Research Project: Integrating Remote Sensing, Measurements and Modeling for Multi-Scale Assessment of Water Availability, Use, and Quality in Agroecosystems

Location: Hydrology and Remote Sensing Laboratory

Title: Diagnostic classification of flash drought events reveals distinct classes of forcings and impacts

Author
item OSMAN, M. - Johns Hopkins University
item ZAITCHIK, B.F. - Johns Hopkins University
item BADR, H. - Johns Hopkins University
item OTKIN, J. - University Of Wisconsin
item ZHONG, Y. - University Of Wisconsin
item LORENZ, D. - University Of Wisconsin
item Anderson, Martha
item KEENAN, T. - University Of California
item MILLER, D. - University Of California
item HAIN, C. - Nasa Marshall Space Flight Center
item HOLMES, T. - National Aeronautics And Space Administration (NASA) - Johnson Space Center

Submitted to: Journal of Hydrometeorology
Publication Type: Peer Reviewed Journal
Publication Acceptance Date: 12/15/2021
Publication Date: 2/1/2022
Citation: Osman, M., Zaitchik, B., Badr, H., Otkin, J., Zhong, Y., Lorenz, D., Anderson, M.C., Keenan, T., Miller, D., Hain, C., Holmes, T. 2022. Diagnostic classification of flash drought events reveals distinct classes of forcings and impacts. Journal of Hydrometeorology. 23(2):275–289. https://doi.org/10.1175/JHM-D-21-0134.1.
DOI: https://doi.org/10.1175/JHM-D-21-0134.1

Interpretive Summary: Rapid onset drought events, also known as “flash droughts”, can cause significant damage to crop yields and often do not allow time for effective mitigation once they have begun. Therefore, it is important to be able to improve our understanding of these events – what causes them, and under what conditions they are most likely to occur. This study creates an inventory of flash droughts that have occurred in the contiguous United States during the period 1979-2018 and attempts to classify these events into three general categories based on meteorological and land-surface conditions leading up to the drought onset. The resulting categories include “primed” droughts, where conditions were already dry and susceptible to rapid degradation; “hot and evaporative” droughts, where high temperatures and dry air conditions quickly bake the moisture out of the soil; and “stealth” events, where conditions leading up to the drought were not very unusual. The geography and seasonal timing of these different classes of flash drought are also explored. A better understanding of these flash drought classes will improve our ability to forecast them and more effectively respond to them.

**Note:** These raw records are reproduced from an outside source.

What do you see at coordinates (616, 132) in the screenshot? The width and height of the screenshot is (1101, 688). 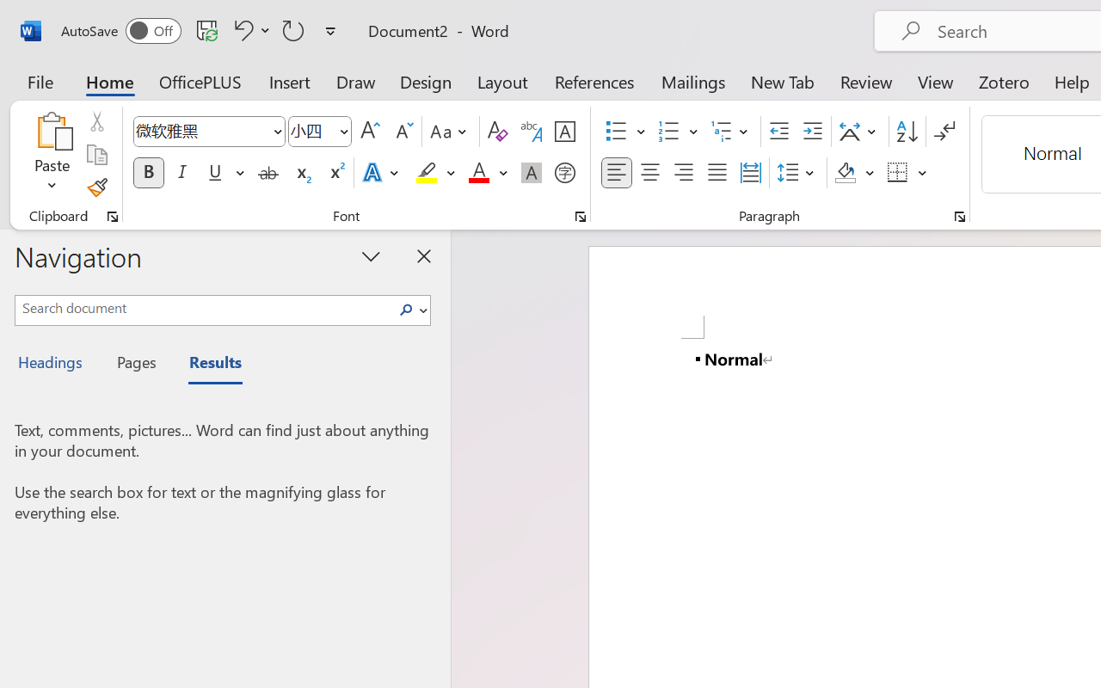 I see `Bullets` at bounding box center [616, 132].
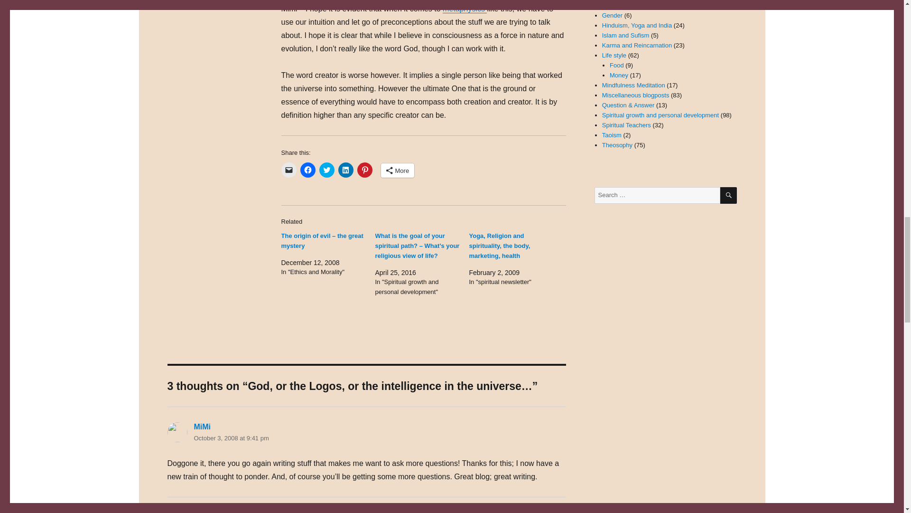 The image size is (911, 513). What do you see at coordinates (465, 9) in the screenshot?
I see `metaphysics` at bounding box center [465, 9].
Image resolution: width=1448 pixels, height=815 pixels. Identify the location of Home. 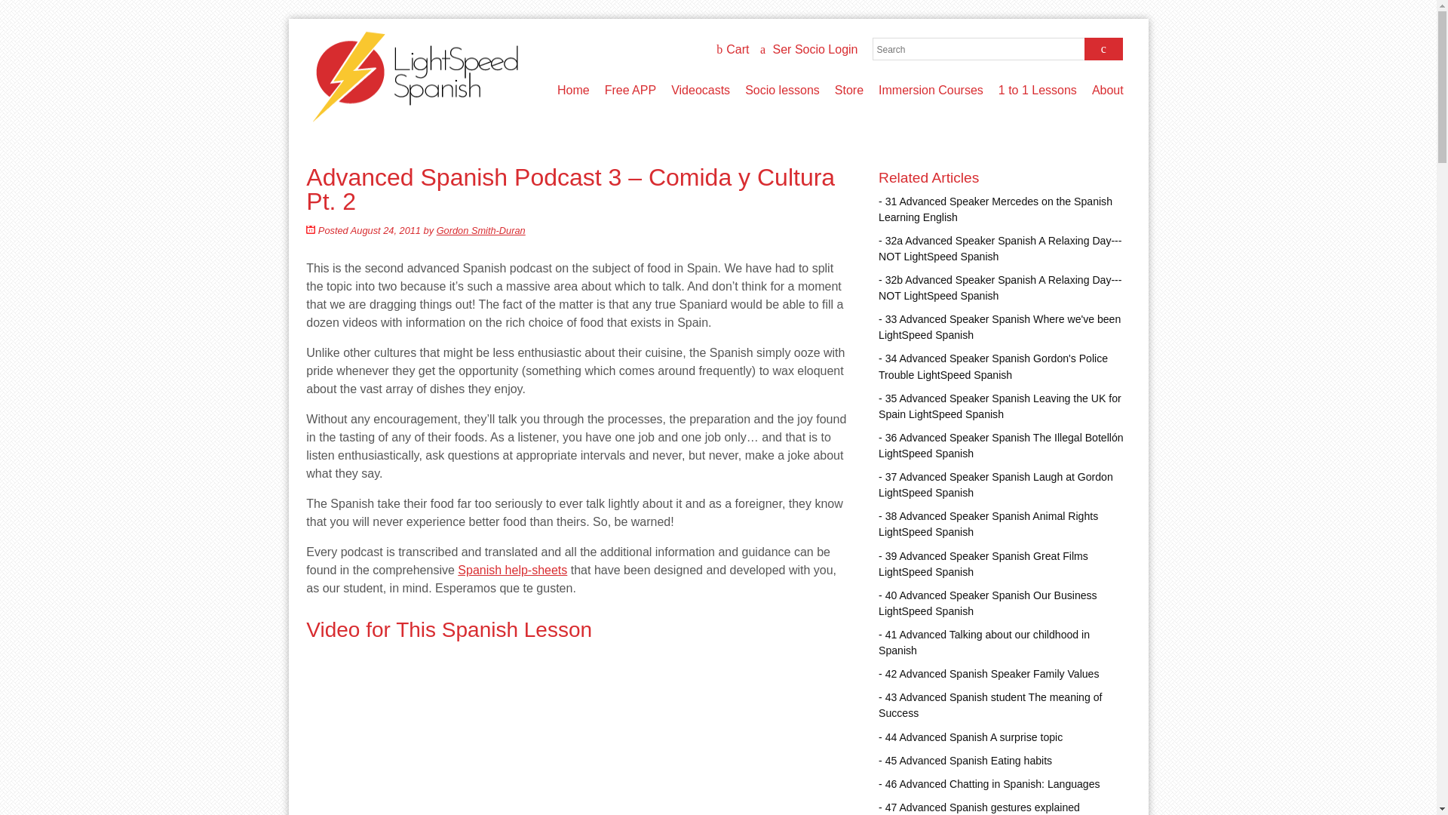
(573, 91).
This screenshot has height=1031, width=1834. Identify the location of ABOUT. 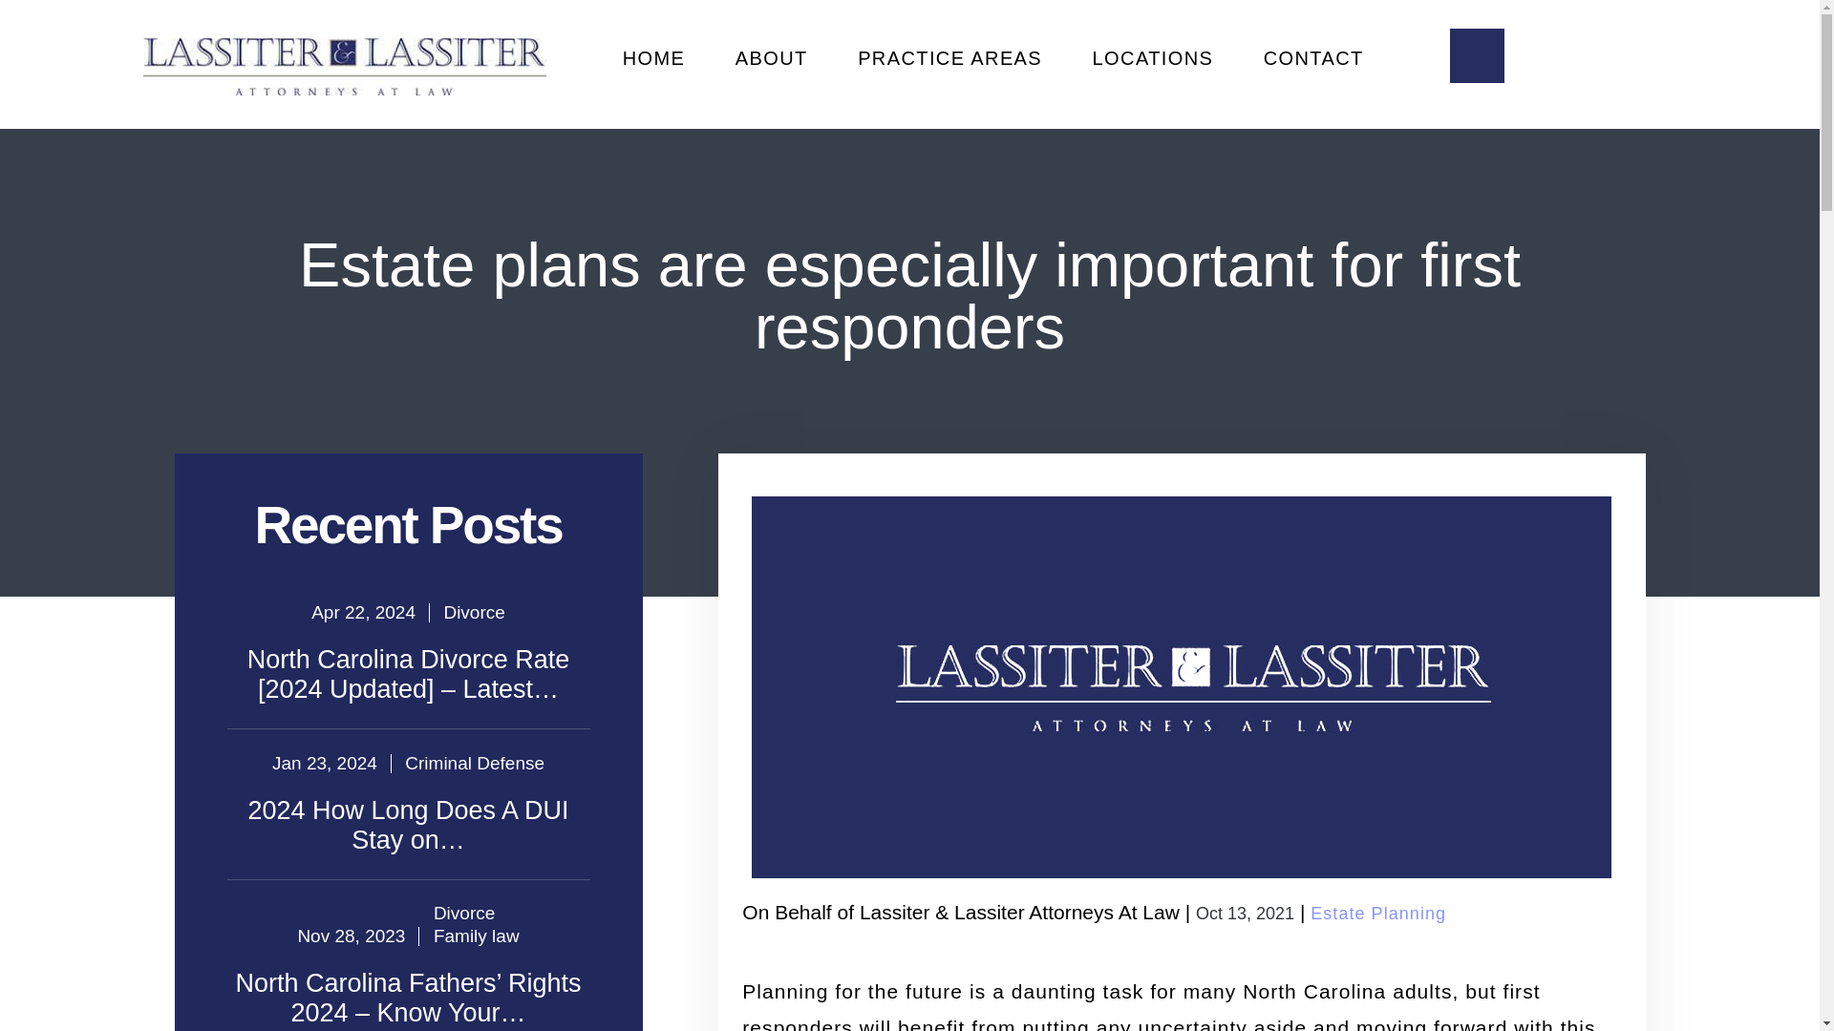
(772, 57).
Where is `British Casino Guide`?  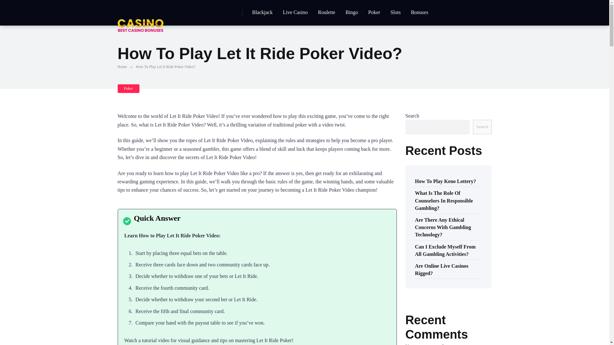 British Casino Guide is located at coordinates (140, 17).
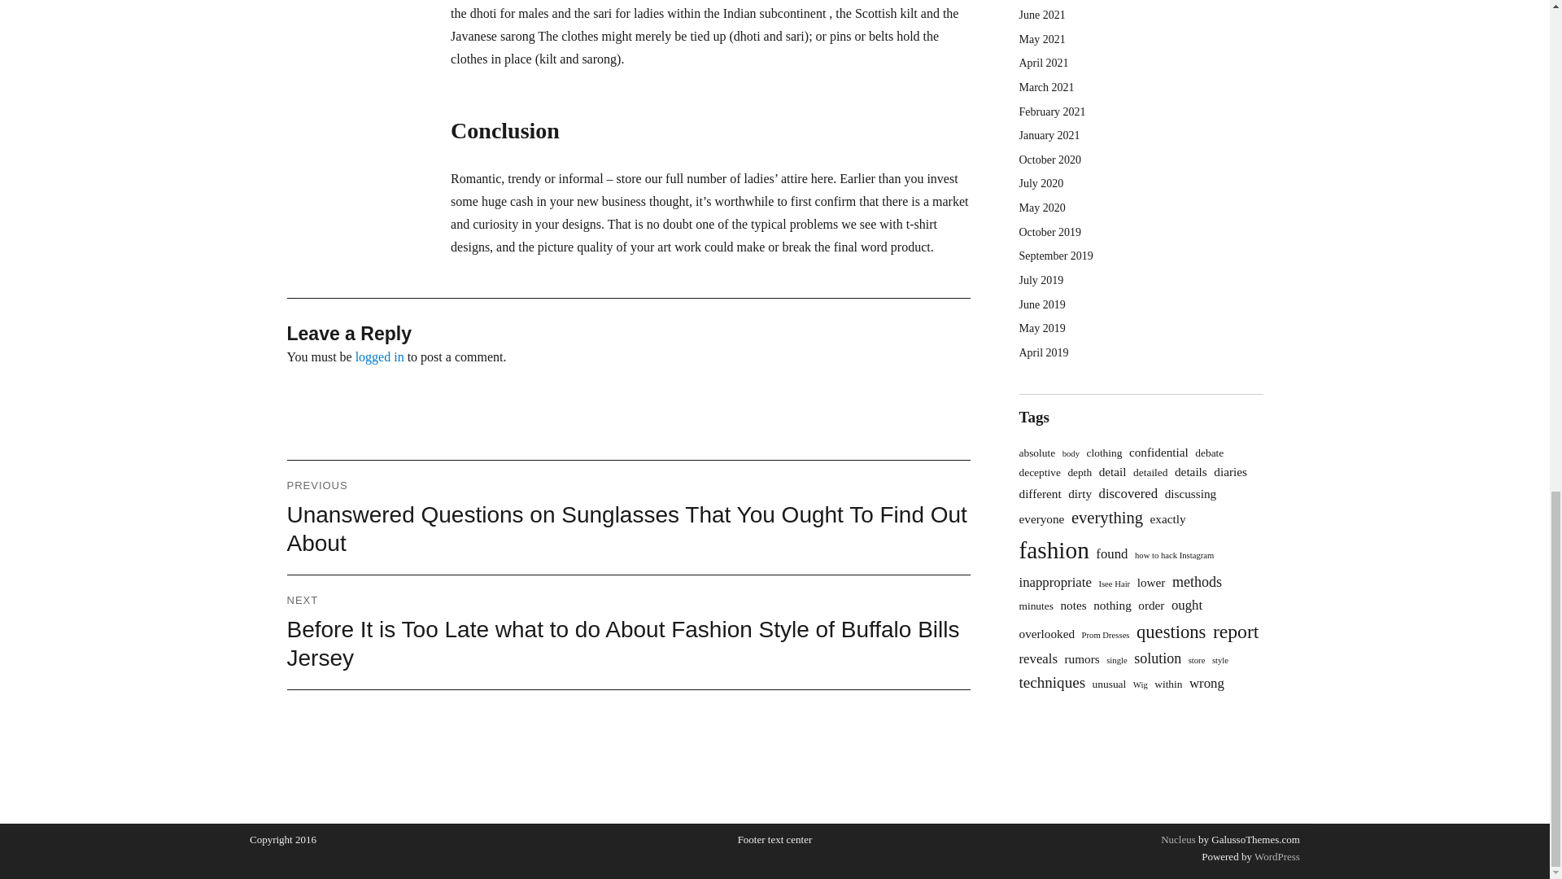 This screenshot has height=879, width=1562. What do you see at coordinates (380, 356) in the screenshot?
I see `logged in` at bounding box center [380, 356].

Technical Abstract: In recent years there has been growing appreciation that rapidly intensifying “flash droughts” are significant climate hazards with major economic and ecological impacts. This has motivated efforts to inventory, monitor, and forecast flash drought events. Here we address the question of whether the term “flash drought” comprises multiple distinct classes of event, which would imply that understanding and forecasting flash droughts might require more than one framework. To do this, we first extend and evaluate a soil moisture volatility-based flash drought definition that we introduced in previous work and use it to inventory the onset dates and severity of flash droughts across the Contiguous United States (CONUS) for the period 1979-2018. Using this inventory, we examine meteorological and land surface conditions associated with flash drought onset and recovery. These same meteorological and land surface conditions are then used to classify the flash droughts based on precursor conditions that may represent predictable drivers of the event. We find that distinct classes of flash drought can be diagnosed in the event inventory. Specifically, we describe three classes of flash drought: “primed” events for which antecedent soil moisture anomalies are already strongly negative, “hot and evaporative” events in which pre-drought temperatures are very high and evaporation is enhanced, and a third class that we refer to as “stealth” flash droughts, in that precursor anomalies in soil moisture and in meteorological conditions other than precipitation are modest relative to the other two classes. The three classes have characteristic geographic preferences and occur with different seasonal timings. We conclude that soil moisture “flash droughts” are indeed a composite of distinct types of rapidly intensifying droughts, and that flash drought analyses and forecasts would benefit from approaches that recognize the existence of multiple phenomenological pathways.